An encyclopedia of rock and roll might be an exciting project with very worthwhile results. To do it right, you need a team of at least three or four disciplined enthusiasts, at least one of whom would be from England, all willing to do a lot of legwork in London, Liverpool, L.A., New York, Nashville, Memphis, Philadelphia, San Francisco, Chicago, New Orleans… You’d expect carefully chosen entries on and photographs of performers, managers, songwriters, producers, the audience, and forgotten cultural memorabilia; interviews; impeccably correct and complete discographies; and a sense of humor.
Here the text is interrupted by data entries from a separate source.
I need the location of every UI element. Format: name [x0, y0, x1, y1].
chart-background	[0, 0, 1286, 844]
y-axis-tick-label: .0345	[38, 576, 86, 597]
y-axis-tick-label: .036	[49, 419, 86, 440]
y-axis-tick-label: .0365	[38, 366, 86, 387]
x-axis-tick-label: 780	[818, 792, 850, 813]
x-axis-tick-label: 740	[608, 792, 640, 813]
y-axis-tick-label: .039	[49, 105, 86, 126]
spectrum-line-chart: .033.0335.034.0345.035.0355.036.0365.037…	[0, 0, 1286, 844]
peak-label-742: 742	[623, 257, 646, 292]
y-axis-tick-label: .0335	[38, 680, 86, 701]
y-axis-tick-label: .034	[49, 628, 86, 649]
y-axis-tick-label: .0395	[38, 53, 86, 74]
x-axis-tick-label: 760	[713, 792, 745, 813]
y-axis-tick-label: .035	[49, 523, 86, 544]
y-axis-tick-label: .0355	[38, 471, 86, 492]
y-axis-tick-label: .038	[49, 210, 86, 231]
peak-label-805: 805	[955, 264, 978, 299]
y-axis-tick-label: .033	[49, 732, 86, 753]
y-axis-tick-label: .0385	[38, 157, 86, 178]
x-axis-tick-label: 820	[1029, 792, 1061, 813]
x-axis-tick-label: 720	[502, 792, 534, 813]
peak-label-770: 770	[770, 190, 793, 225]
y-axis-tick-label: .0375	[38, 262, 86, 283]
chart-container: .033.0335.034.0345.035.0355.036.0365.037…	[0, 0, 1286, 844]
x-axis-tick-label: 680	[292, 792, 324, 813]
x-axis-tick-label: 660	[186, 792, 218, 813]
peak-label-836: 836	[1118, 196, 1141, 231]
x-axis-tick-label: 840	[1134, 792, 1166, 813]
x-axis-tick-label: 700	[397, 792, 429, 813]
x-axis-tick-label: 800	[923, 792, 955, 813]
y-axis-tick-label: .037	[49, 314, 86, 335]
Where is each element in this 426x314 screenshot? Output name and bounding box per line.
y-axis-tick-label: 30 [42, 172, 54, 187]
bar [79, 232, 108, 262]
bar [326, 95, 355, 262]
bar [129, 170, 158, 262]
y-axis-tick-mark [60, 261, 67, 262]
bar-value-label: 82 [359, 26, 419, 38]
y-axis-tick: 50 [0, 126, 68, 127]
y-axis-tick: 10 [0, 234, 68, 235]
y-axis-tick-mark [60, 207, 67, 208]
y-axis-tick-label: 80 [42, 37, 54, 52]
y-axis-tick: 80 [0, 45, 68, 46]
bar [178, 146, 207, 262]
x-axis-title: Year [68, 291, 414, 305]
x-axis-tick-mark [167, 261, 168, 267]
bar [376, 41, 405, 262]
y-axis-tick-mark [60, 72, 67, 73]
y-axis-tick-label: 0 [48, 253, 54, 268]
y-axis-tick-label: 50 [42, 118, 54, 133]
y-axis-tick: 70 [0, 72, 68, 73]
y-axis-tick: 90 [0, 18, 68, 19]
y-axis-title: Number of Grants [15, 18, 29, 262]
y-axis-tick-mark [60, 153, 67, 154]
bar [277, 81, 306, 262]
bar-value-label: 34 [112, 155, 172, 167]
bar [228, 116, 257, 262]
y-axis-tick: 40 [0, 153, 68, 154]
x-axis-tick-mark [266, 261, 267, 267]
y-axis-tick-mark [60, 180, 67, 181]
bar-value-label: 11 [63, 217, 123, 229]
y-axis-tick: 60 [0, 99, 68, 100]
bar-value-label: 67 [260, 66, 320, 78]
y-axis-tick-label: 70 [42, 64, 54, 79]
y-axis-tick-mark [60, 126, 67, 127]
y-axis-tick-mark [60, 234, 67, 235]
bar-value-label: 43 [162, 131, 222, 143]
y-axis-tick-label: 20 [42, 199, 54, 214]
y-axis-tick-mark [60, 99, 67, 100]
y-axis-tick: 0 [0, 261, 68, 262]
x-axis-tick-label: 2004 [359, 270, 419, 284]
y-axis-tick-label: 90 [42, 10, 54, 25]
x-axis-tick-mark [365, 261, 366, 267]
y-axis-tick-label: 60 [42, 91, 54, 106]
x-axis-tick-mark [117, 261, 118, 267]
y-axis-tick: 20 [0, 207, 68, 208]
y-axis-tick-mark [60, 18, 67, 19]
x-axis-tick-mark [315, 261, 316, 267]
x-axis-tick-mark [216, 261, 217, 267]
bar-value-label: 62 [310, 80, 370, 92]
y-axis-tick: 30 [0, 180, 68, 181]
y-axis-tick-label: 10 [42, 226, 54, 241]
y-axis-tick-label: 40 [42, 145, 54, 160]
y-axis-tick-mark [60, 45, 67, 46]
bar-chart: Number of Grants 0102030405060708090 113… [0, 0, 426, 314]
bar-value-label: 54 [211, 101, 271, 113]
Most of all, you’d want a sense of priorities—and a sense of history. What really mattered?
Miss Roxon’s format includes brief entries on groups and individual performers (from a few lines to three or four pages) plus a discography for almost every entry that includes album titles, song titles from the albums, and singles (both sides).
This should be OK except that even this simple approach is not followed faithfully. She neglects to list on what label records appeared, a crucial factor in many careers (Ray Charles or Chuck Berry, for example), and she lists the release dates only occasionally, when they are easy to find out. We know when Berry’s last LP was released; what’s crucial is when his first were. Much of Roxon’s discographical information is incomplete or inaccurate; this makes it impossible to trust her when reading about an artist with whom you’re unfamiliar. The Dylan singles list, for example, has “Like A Rolling Stone” as his first single, omitting even something as obvious as “Subterranean Homesick Blues” completely. With Elvis she lists EPs as LPs, and so on. Thus the book has negligible value as a reference book. The selection of photographs is unmentionable.
Miss Roxon consistently devotes an inordinate amount of space to any former folksinger, slighting black performers (a failure of most rock publications, including this one); she’ll enter any no-talent hype as long as there was a press release to go on (Stone Country, Ultimate Spinach, etc.). Occasionally she’ll pull a slip that gives the whole show away. Kenneth Buttery (sic) “produced what must be the single most tasteful piece of drum work in modern pop on Dylan’s ‘Desolation Row.'” It’s so fucking tasteful you can’t even hear it. Not to mention the fact that Buttrey didn’t play on the LP. Miss Roxon, as it becomes obvious, simply doesn’t know the music.
The book has bright spots—extremely good entries on Ritchie Valens, Buddy Holly, and the Vagrants, plus Billboard‘s list of the top singles from 1948 to 1968, by the week. But that’s about all.